A Quote by Ernesto Cardenal

God may do something silly at any time, because, like any lover, God does not reason. God is drunk with love. — © Ernesto Cardenal
God may do something silly at any time, because, like any lover, God does not reason. God is drunk with love.
Does God have a reason for wanting us to be charitable, to take care of those who can't take care of themselves? Either God does or God doesn't, it's just logic. If God has a reason then there is a reason independent of God and whatever God's reason is we should figure it out for ourselves. There is a reason and God doesn't really ground morality at all. God wants us to give charity because it's the right thing to do.
Some people have views of God that are so broad and flexible that it is inevitable that they will find God wherever they look for him. One hears it said that 'God is the ultimate' or 'God is our better nature' or 'God is the universe.' Of course, like any other word, the word 'God' can be given any meaning we like. If you want to say that 'God is energy,' then you can find God in a lump of coal.
For this reason the gravest question before the Church is always God Himself, and the most portentous fact about any man is not what he at a given time may say or do, but what he is his deep heart conceives God to be like.
To Love is to be God. Never will a Lover's chest feel any sorrow. Never will a Lover's robe be touched by mortals. Never will a Lover's body be found buried in the earth. To Love is to be God.
The Christian's God does not merely consist of a God who is the Author of mathematical truths and the order of the elements. The God of Abraham, the God of Isaac, the God of Jacob, the God of the Christians, is a God of love and consolation.
We have an idea that we Americans are God's chosen people, that God loves us more than any other people, and that we are God's blessed. I tell you that God doesn't love us any more than He does the Russians.
For true worship, only God and the human soul are necessary. It does not depend upon times, or seasons, or occasions. Anywhere and at any time God and person in the bush may meet.
Salvation is universal because the love of God encompasses all. If God is God and if God is love, nothing is outside the love of God. A place like hell is thus inconceivable.
I believe in God. Maybe not the Catholic God or even the Christian one because I have a hard time seeing any God as elitist. I also have a hard time believing that anything that created rain forests and oceans and an infinite universe would, in the same process, create something as unnatural as humanity in its own image. I believe in God, but not as a he or she or an it, but as something that defines my ability to conceptualize within the rather paltry frames of reference I have on hand.
God exist whether or not men may choose to believe in Him. The reason why many people do not believe in God is not so much that it is intellectually impossible to believe in God, but because belief in God forces that thoughtful person to face the fact that he is accountable to such a God.
Is there any reason why you should not have faith in God? Has God ever broken one of His promises? I defy any infidel or unbeliever to place a finger on a single promise of God ever made and failed to fulfill.
God's love is a gift that can make you forget yourself at times. The Scottish writer George MacDonald said, "It is the heart that is not yet sure of its God that is afraid to laugh in his presence." God loves us as we are right now! That's one of the things I'm most grateful for. I love the freedom to be myself in God. I pray that a year from now, five years from now, I will be a godlier woman, but I know God won't love me any more than he does right this minute.
It's a sweet thing, faith. With it, you can handle any circumstance, any crisis, because you know God always has your back. And when God is for you, who can be against you? Nobody. As my Aunt Hattie says, "One and God are a majority."
What it does remind us is that 'God' is not to be separated from the quest for the Kingdom of God and is not and cannot be the object of any detached 'scientific' contemplation. Heidegger's critique of onto-theology is also driving a wedge between speaking of God and the aims of science - not so as to get rid of God but rather to free God from a false objectification.
Beware of manufacturing a God of your own: a God who is all mercy, but not just; a God who is all love, but not holy; a God who as a heaven for every body, but a hell for none; a God who can allow good and bad to be side by side in time, but will make no distinction between good and broad in eternity. Such a God is an idol of your own, as truly an idol as any snake or crocodile in an Egyptian temple. The hands of your own fancy and sentimentality have made him. He is not the God of the Bible, and beside the God of the Bible there is no God at all.
To some, the image of a pale body glimmering on a dark night whispers of defeat. What good is a God who does not control his Son's suffering? But another sound can be heard: the shout of a God crying out to human beings, "I LOVE YOU." Love was compressed for all history in that lonely figure on the cross, who said that he could call down angels at any moment on a rescue mission, but chose not to - because of us. At Calvary, God accepted his own unbreakable terms of justice. Any discussion of how pain and suffering fit into God's scheme ultimately leads back to the cross.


Task objective:
Lines below that include the word "base" should each be copied.

Dataset extract:
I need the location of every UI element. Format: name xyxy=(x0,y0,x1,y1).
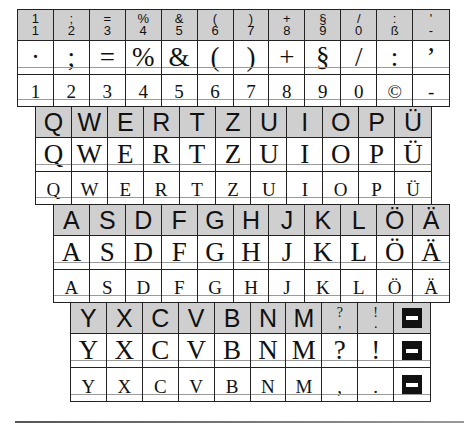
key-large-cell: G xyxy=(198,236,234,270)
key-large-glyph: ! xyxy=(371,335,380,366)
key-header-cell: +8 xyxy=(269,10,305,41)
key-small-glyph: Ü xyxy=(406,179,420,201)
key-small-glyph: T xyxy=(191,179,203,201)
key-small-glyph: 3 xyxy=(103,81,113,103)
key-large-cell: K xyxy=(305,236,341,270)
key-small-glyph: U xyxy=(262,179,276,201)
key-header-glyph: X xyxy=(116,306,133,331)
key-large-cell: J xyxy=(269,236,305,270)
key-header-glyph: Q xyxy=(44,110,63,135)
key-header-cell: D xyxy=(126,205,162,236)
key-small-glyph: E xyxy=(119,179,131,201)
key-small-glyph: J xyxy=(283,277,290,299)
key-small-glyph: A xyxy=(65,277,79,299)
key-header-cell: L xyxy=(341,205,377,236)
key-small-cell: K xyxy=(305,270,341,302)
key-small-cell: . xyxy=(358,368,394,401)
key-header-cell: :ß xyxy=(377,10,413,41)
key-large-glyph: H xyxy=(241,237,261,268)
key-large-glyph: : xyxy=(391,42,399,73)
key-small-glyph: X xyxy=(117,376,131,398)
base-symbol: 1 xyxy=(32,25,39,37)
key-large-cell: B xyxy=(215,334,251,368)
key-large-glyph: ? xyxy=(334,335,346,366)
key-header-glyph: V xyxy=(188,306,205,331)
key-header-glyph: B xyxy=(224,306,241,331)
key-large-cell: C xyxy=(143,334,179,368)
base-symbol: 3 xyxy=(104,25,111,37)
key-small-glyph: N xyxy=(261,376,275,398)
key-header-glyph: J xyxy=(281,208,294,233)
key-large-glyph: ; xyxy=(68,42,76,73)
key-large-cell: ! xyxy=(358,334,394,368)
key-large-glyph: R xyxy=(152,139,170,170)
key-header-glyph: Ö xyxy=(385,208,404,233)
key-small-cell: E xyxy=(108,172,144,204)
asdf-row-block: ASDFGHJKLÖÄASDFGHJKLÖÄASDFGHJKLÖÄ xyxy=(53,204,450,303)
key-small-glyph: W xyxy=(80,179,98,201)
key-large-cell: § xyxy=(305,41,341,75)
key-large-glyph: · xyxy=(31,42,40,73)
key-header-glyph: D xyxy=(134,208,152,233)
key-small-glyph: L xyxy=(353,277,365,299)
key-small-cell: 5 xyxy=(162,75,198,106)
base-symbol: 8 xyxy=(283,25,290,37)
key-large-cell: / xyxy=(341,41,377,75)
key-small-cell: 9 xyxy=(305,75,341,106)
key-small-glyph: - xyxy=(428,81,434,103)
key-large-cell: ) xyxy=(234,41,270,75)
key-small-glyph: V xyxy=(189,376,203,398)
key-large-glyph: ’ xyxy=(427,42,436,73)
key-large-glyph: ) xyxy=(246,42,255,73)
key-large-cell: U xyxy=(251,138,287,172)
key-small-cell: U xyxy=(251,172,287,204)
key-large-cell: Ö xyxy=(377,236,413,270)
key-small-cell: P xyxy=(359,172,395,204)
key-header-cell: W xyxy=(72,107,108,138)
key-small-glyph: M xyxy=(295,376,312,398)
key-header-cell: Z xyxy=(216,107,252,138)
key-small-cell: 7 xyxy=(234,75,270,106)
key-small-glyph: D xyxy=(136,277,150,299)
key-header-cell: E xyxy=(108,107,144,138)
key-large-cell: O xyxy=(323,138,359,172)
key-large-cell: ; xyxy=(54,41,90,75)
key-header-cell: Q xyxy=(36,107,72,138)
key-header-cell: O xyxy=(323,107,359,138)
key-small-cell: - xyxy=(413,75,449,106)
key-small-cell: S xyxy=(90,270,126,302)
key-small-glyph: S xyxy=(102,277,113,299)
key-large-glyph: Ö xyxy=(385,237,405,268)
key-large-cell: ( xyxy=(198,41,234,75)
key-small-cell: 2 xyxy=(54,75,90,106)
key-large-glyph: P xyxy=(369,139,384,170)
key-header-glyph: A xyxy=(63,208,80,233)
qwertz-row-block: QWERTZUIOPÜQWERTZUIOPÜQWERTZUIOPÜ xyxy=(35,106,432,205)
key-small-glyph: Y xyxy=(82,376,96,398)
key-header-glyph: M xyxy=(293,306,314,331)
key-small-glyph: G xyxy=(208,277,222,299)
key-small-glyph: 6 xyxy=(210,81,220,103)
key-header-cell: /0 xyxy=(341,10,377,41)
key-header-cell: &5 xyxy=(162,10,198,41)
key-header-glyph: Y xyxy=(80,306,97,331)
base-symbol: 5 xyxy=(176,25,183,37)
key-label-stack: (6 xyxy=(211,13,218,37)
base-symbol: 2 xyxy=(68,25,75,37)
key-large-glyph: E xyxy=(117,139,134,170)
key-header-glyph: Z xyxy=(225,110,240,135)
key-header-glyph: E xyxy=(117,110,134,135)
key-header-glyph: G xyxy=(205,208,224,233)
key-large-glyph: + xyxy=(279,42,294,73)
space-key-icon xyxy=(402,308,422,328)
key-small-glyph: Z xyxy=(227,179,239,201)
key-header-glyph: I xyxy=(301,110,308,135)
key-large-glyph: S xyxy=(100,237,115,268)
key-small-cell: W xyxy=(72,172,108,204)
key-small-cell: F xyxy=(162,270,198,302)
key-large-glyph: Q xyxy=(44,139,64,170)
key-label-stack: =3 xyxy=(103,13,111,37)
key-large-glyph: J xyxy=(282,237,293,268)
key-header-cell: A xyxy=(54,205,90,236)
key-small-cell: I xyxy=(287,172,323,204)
* * *
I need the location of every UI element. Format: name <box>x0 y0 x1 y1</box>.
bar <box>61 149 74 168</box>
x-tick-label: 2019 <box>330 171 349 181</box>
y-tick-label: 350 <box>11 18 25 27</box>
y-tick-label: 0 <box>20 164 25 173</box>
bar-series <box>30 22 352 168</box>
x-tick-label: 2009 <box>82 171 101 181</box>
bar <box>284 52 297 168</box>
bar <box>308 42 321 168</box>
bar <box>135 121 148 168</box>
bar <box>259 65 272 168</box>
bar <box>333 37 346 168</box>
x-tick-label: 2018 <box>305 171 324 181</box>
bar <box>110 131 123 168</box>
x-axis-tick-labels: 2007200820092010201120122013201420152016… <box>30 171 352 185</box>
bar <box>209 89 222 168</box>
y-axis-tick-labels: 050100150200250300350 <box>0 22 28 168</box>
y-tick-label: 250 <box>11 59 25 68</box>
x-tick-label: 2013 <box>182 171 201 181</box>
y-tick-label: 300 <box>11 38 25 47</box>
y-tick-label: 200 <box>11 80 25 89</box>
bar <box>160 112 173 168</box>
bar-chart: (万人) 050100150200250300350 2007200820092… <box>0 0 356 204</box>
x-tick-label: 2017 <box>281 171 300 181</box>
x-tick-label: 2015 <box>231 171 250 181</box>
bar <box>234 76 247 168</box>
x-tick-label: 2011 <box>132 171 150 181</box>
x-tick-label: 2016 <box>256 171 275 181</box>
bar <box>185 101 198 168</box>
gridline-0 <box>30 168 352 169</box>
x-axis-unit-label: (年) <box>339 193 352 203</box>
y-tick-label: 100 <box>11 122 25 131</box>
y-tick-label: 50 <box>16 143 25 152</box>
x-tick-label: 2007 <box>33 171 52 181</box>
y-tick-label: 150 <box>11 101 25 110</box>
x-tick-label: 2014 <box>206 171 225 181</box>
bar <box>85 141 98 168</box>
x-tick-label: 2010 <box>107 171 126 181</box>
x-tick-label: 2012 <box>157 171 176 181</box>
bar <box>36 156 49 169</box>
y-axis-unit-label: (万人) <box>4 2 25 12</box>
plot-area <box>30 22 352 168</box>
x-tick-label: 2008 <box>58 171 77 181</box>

Solution to the problem:
base-symbol: 1 xyxy=(32,25,39,37)
base-symbol: 3 xyxy=(104,25,111,37)
base-symbol: 8 xyxy=(283,25,290,37)
base-symbol: 5 xyxy=(176,25,183,37)
base-symbol: 2 xyxy=(68,25,75,37)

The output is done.